High interest rates in Ghana only enrich the Bank of Ghana (BoG) and the commercial banks that are operating in the country, an investment banker, Togbe Afede XIV, has said.
Togbe Afede is against the increasing interest rate because, in his view, it is crowding out the private sector and also inhibiting job creation.
Speaking to journalists on the sidelines of the launch of the 53rd General Assembly of the World Trade Centres Association, on Thursday, February 9, the former Council of State member said “get inflation down, get the interest rate down and the cedi will maintain good stability against the dollar. Just keeping interest rates high will not tame inflation. Why do I say so? In advanced countries, you raise interest rates to discourage spending, therefore, reducing demands for goods and therefore to tame pricing.
“But in Ghana where the average person can hardly make ends meet, you don’t expect that when you increase interest rates they will cut back on spending and save more. It just doesn’t work like that in this country.”
He added “when you raise the interest rate it only rewards the banks, that is why the Ghanaian banking sector is about the most profitable in Africa, that is why the Bank of Ghana itself made about four times as much profit as the Bank of England. Bank of England presides over a 2.7 trillion economy, forty times our 70 billion economy.
“How can the Bank of Ghana make more profit than the Bank of England? They also profit from the high-interest rate so the high-interest rate does not benefit the economy, it benefits the banking system, making the Bank of Ghana profitable, making the banks very profitable, crowding out the private sector, inhibiting private sector growth, inhibiting the growth of the real sector of the economy, therefore inhibiting the creation of jobs for the teeming masses of the people.”
READ ALSO: 3-yr period NABCO initiative ends
The Monetary Policy Committee (MPC) of the Bank of Ghana (BoG) recently increased the policy rate to 28 percent.
This was up from the earlier rate of 27%.
This was announced by the governor of the BoG at the 110th MPC Press conference in Accra on Monday, January 30.
The upward adjustment reflects the increasing rate of inflation which hit a record high of 54.1% in December last year.
“In the interim, the MPC sees the need to remain vigilant and moderate liquidity in the system to underpin macroeconomic adjustments taking place to drive inflation on a downward path.
“Under the circumstances, the Committee decided to increase the policy rate by 100 basis points to 28%”, the MPC chaired by the Governor of the Bank of Ghana, Dr. Ernest Addison revealed.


- Work order -
How do the lines below between the ones holding "The height and width of the screenshot is (699, 1473)." and "The height and width of the screenshot is (408, 878).", inclusive, read? Give them again exactly, with no other lines.

- Input records -
- - - - - - -

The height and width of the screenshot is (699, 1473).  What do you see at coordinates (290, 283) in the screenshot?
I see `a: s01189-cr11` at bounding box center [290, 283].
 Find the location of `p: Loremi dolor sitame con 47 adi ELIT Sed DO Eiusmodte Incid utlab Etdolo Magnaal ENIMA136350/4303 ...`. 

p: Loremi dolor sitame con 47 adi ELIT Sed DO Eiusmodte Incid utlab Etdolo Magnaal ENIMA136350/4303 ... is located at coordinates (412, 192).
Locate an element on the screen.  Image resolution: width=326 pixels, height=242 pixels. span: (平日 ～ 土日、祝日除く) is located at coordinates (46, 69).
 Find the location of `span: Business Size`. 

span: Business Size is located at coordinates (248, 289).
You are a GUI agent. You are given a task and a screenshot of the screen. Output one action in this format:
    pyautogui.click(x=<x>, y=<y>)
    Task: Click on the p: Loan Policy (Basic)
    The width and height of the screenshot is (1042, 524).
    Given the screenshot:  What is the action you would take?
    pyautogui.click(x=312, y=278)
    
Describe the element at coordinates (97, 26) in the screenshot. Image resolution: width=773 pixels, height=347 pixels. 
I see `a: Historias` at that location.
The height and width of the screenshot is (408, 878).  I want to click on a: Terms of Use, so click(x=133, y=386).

- - - - - - -

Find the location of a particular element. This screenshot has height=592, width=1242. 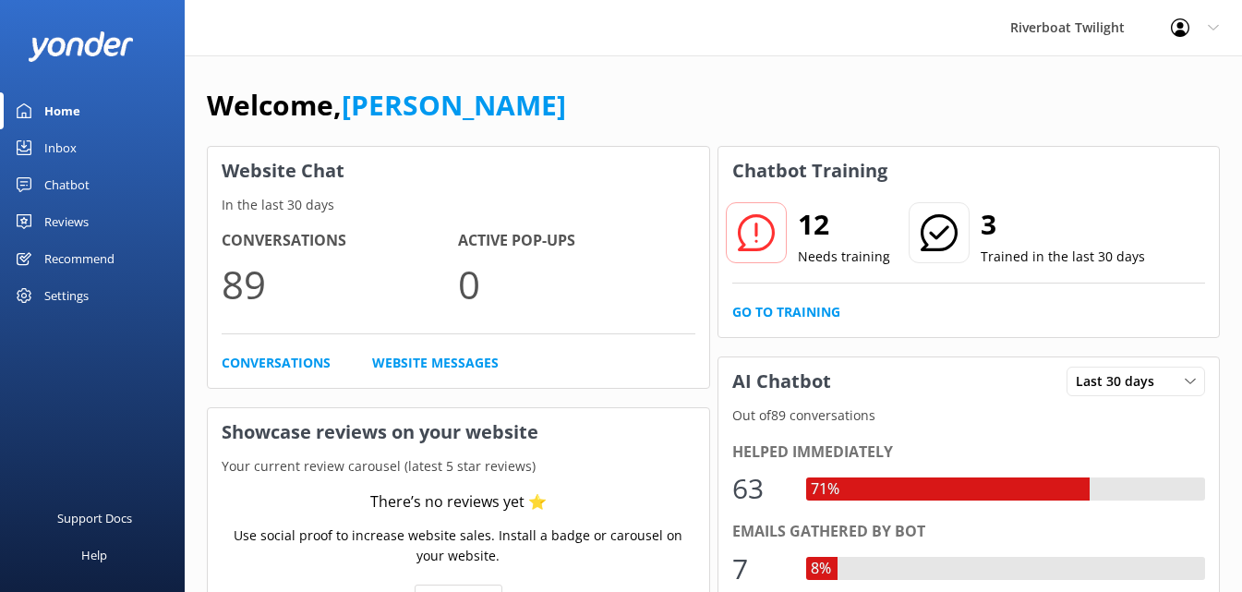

- - - - - - -

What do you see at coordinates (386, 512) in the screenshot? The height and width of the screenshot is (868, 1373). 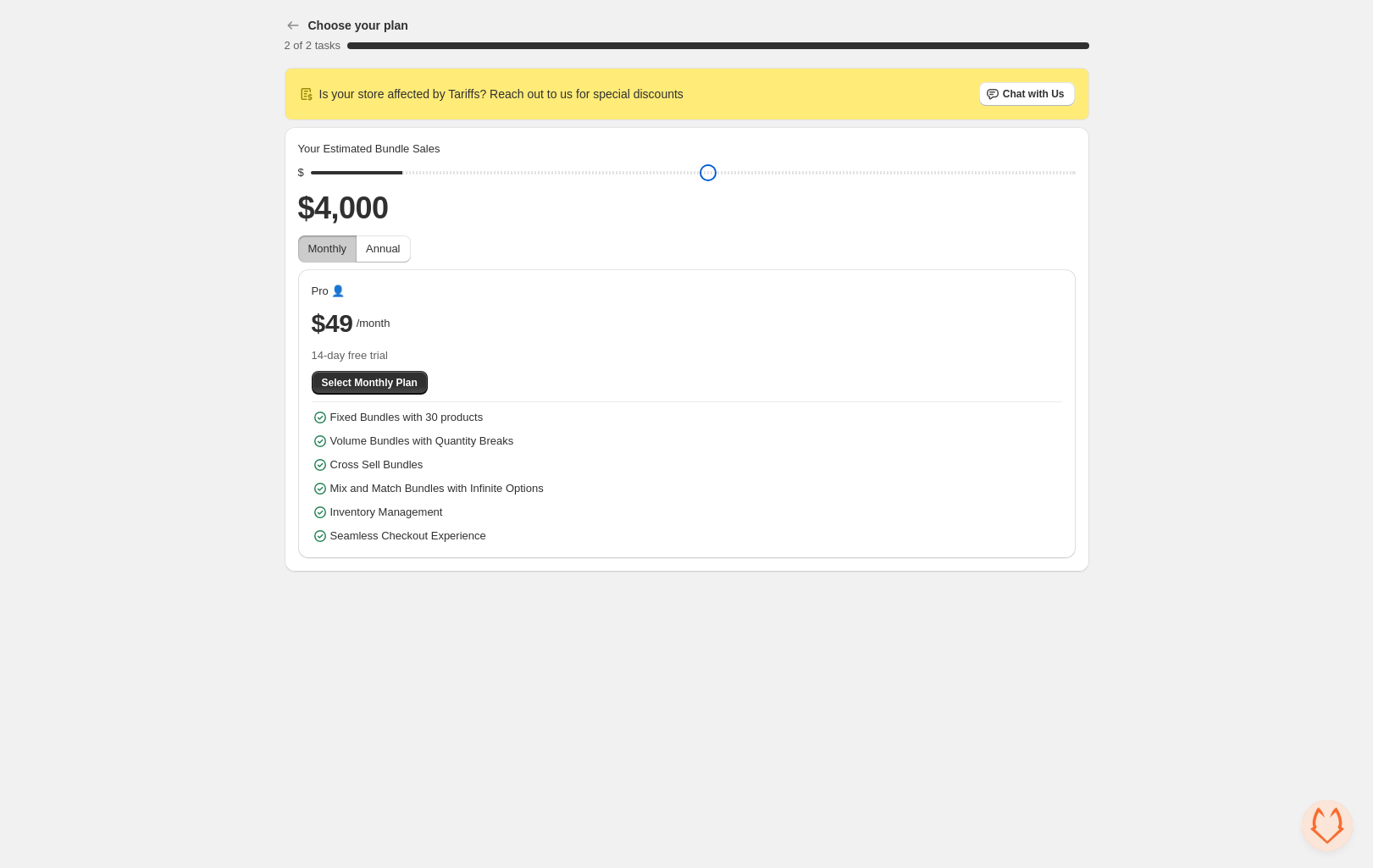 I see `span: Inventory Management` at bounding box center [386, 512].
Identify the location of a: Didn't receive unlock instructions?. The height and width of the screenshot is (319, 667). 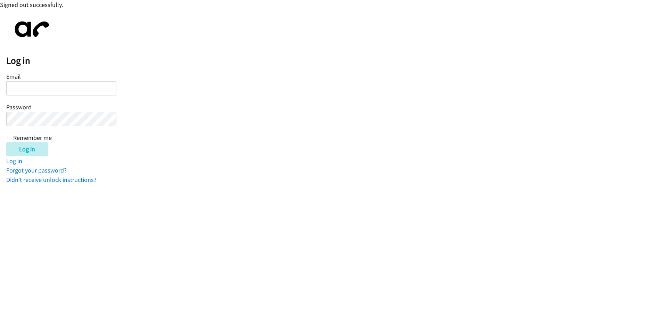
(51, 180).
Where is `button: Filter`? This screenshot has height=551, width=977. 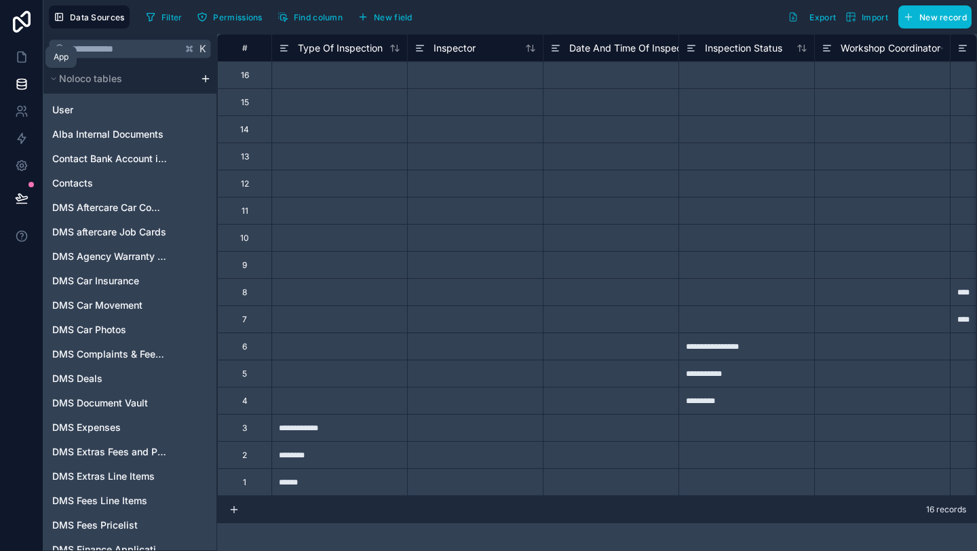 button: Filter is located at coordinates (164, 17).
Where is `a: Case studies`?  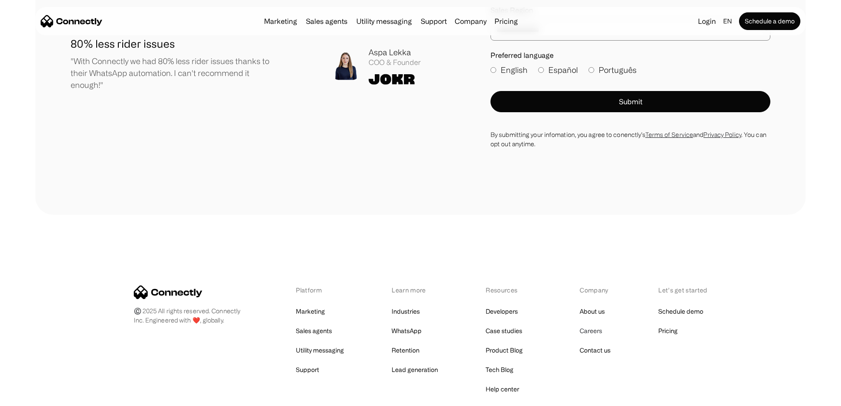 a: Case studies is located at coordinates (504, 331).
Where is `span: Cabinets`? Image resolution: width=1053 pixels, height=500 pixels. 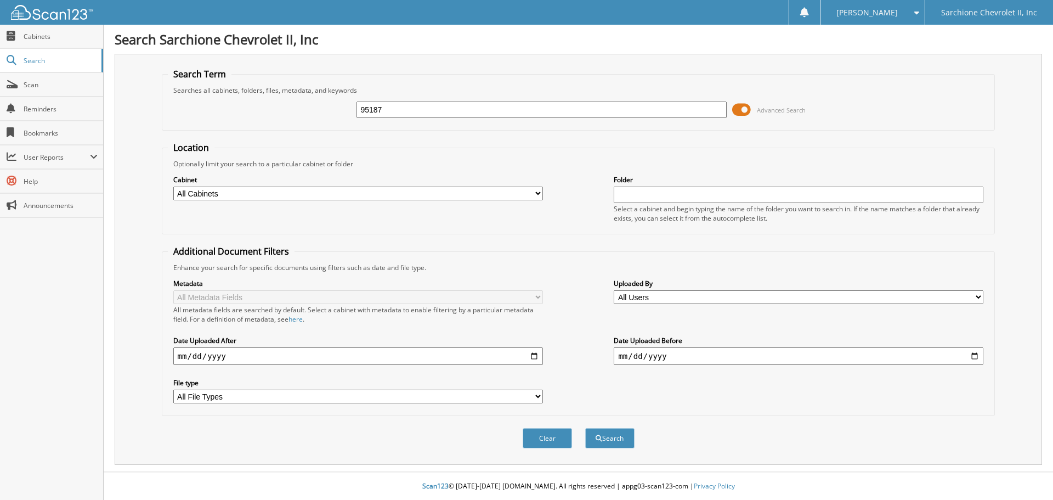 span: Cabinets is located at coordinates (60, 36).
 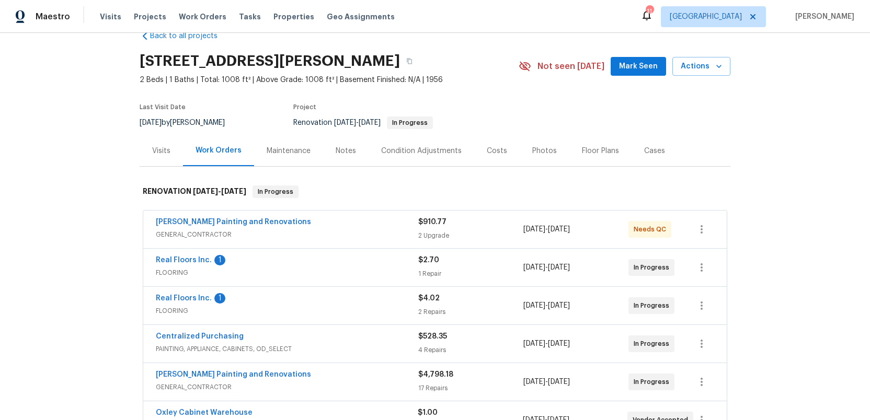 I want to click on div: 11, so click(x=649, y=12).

- - - - - - -

- Task result -
The height and width of the screenshot is (699, 1473).  What do you see at coordinates (290, 283) in the screenshot?
I see `a: s01189-cr11` at bounding box center [290, 283].
 Find the location of `p: Loremi dolor sitame con 47 adi ELIT Sed DO Eiusmodte Incid utlab Etdolo Magnaal ENIMA136350/4303 ...`. 

p: Loremi dolor sitame con 47 adi ELIT Sed DO Eiusmodte Incid utlab Etdolo Magnaal ENIMA136350/4303 ... is located at coordinates (412, 192).
Locate an element on the screen.  Image resolution: width=326 pixels, height=242 pixels. span: (平日 ～ 土日、祝日除く) is located at coordinates (46, 69).
 Find the location of `span: Business Size`. 

span: Business Size is located at coordinates (248, 289).
You are a GUI agent. You are given a task and a screenshot of the screen. Output one action in this format:
    pyautogui.click(x=<x>, y=<y>)
    Task: Click on the p: Loan Policy (Basic)
    The width and height of the screenshot is (1042, 524).
    Given the screenshot:  What is the action you would take?
    pyautogui.click(x=312, y=278)
    
Describe the element at coordinates (97, 26) in the screenshot. Image resolution: width=773 pixels, height=347 pixels. 
I see `a: Historias` at that location.
The height and width of the screenshot is (408, 878).  I want to click on a: Terms of Use, so click(x=133, y=386).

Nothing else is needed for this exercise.